Labour Research (November 2024)

Health & Safety Matters

Teachers under ‘immense strain’

Workload and wellbeing issues for teachers are “spiralling out of control, and the situation is getting worse”, according to NAHT headteachers’ union general secretary Paul Whiteman.

Whiteman was responding to the publication of “wave two” findings from the education department’s annual survey into the working lives of teachers and leaders in state schools in England.
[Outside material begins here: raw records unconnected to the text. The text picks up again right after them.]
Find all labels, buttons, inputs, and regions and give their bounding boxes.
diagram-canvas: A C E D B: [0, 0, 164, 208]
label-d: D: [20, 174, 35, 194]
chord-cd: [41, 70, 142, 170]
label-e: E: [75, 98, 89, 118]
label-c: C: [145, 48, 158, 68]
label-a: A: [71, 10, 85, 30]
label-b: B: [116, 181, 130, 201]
Labour’s promised “reset of the relationship” between the teaching profession and government could not come soon enough, he said.
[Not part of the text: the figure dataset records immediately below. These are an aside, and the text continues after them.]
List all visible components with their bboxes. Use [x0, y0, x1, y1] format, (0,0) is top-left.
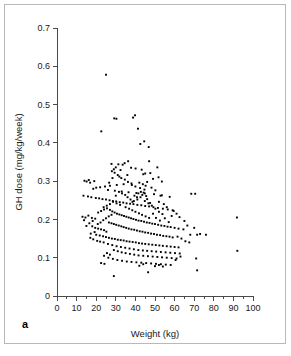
- scatter-point: [148, 160, 150, 162]
- scatter-point: [83, 195, 85, 197]
- scatter-point: [150, 233, 152, 235]
- scatter-point: [174, 246, 176, 248]
- scatter-point: [102, 219, 104, 221]
- scatter-point: [178, 246, 180, 248]
- y-tick-label: 0.6: [37, 61, 50, 71]
- scatter-point: [145, 185, 147, 187]
- scatter-point: [99, 186, 101, 188]
- scatter-point: [135, 192, 137, 194]
- scatter-point: [116, 184, 118, 186]
- scatter-point: [157, 224, 159, 226]
- scatter-point: [128, 217, 130, 219]
- scatter-point: [131, 261, 133, 263]
- scatter-point: [125, 252, 127, 254]
- y-tick-label: 0.7: [37, 23, 50, 33]
- scatter-point: [92, 188, 94, 190]
- scatter-point: [129, 248, 131, 250]
- scatter-point: [181, 238, 183, 240]
- x-axis: 0102030405060708090100: [54, 296, 260, 313]
- scatter-point: [138, 212, 140, 214]
- scatter-point: [97, 223, 99, 225]
- scatter-point: [136, 204, 138, 206]
- scatter-point: [179, 216, 181, 218]
- scatter-point: [127, 160, 129, 162]
- scatter-point: [147, 232, 149, 234]
- scatter-point: [142, 173, 144, 175]
- scatter-point: [175, 259, 177, 261]
- scatter-point: [121, 214, 123, 216]
- scatter-point: [151, 205, 153, 207]
- scatter-point: [136, 230, 138, 232]
- scatter-point: [119, 201, 121, 203]
- scatter-point: [116, 213, 118, 215]
- scatter-point: [105, 74, 107, 76]
- scatter-point: [153, 193, 155, 195]
- scatter-point: [104, 186, 106, 188]
- scatter-point: [86, 181, 88, 183]
- scatter-point: [170, 264, 172, 266]
- scatter-point: [154, 265, 156, 267]
- scatter-point: [189, 234, 191, 236]
- scatter-point: [108, 182, 110, 184]
- scatter-point: [236, 250, 238, 252]
- scatter-point: [149, 202, 151, 204]
- figure-panel: 00.10.20.30.40.50.60.7 01020304050607080…: [0, 0, 291, 356]
- scatter-point: [88, 179, 90, 181]
- scatter-point: [152, 213, 154, 215]
- x-tick-label: 0: [54, 303, 59, 313]
- scatter-point: [131, 209, 133, 211]
- scatter-point: [87, 196, 89, 198]
- scatter-point: [142, 255, 144, 257]
- x-tick-label: 80: [209, 303, 219, 313]
- scatter-point: [160, 225, 162, 227]
- scatter-point: [163, 203, 165, 205]
- scatter-point: [146, 181, 148, 183]
- scatter-point: [151, 223, 153, 225]
- scatter-point: [105, 217, 107, 219]
- scatter-point: [123, 215, 125, 217]
- scatter-point: [107, 243, 109, 245]
- scatter-point: [139, 143, 141, 145]
- scatter-point: [140, 191, 142, 193]
- scatter-point: [132, 117, 134, 119]
- scatter-point: [117, 174, 119, 176]
- scatter-point: [133, 195, 135, 197]
- scatter-point: [148, 217, 150, 219]
- scatter-point: [160, 263, 162, 265]
- scatter-point: [155, 251, 157, 253]
- scatter-point: [156, 234, 158, 236]
- scatter-point: [154, 223, 156, 225]
- data-points: [82, 74, 239, 277]
- scatter-point: [157, 207, 159, 209]
- scatter-point: [114, 238, 116, 240]
- scatter-point: [136, 199, 138, 201]
- scatter-point: [111, 210, 113, 212]
- scatter-point: [100, 222, 102, 224]
- scatter-point: [140, 196, 142, 198]
- scatter-point: [135, 241, 137, 243]
- scatter-plot: 00.10.20.30.40.50.60.7 01020304050607080…: [0, 0, 291, 356]
- scatter-point: [124, 179, 126, 181]
- scatter-point: [132, 241, 134, 243]
- scatter-point: [103, 229, 105, 231]
- scatter-point: [150, 263, 152, 265]
- scatter-point: [109, 199, 111, 201]
- scatter-point: [146, 222, 148, 224]
- scatter-point: [174, 252, 176, 254]
- scatter-point: [132, 218, 134, 220]
- scatter-point: [158, 245, 160, 247]
- scatter-point: [99, 241, 101, 243]
- scatter-point: [100, 262, 102, 264]
- scatter-point: [111, 170, 113, 172]
- scatter-point: [83, 219, 85, 221]
- scatter-point: [121, 191, 123, 193]
- scatter-point: [171, 257, 173, 259]
- scatter-point: [95, 187, 97, 189]
- scatter-point: [120, 246, 122, 248]
- scatter-point: [196, 269, 198, 271]
- scatter-point: [82, 216, 84, 218]
- scatter-point: [148, 146, 150, 148]
- scatter-point: [115, 224, 117, 226]
- scatter-point: [120, 169, 122, 171]
- scatter-point: [130, 199, 132, 201]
He added: “Headteachers are under immense strain, and it is shocking that excessive workloads have been normalised — three-quarters (76%) of school leaders are now working between 50 and 69 hours a week, and almost 10% are working 70-79 hours.”

He called for far-reaching reform of the Ofsted school inspection body; a reduction in the “overcrowded curriculum” and the overuse of statutory tests and exams; more funding for children with special educational needs; and to tackle mouldy, crumbling and poorly insulated school buildings.

NEU teaching union leader Daniel Kebede called for action on workload, wellbeing and pay.

And NASUWT teachers’ union general secretary Patrick Roach said 14 years of failure by the last government had left teachers feeling increasingly overworked, stressed and undervalued.

He called for a national workforce plan to tackle the teacher recruitment and retention crisis.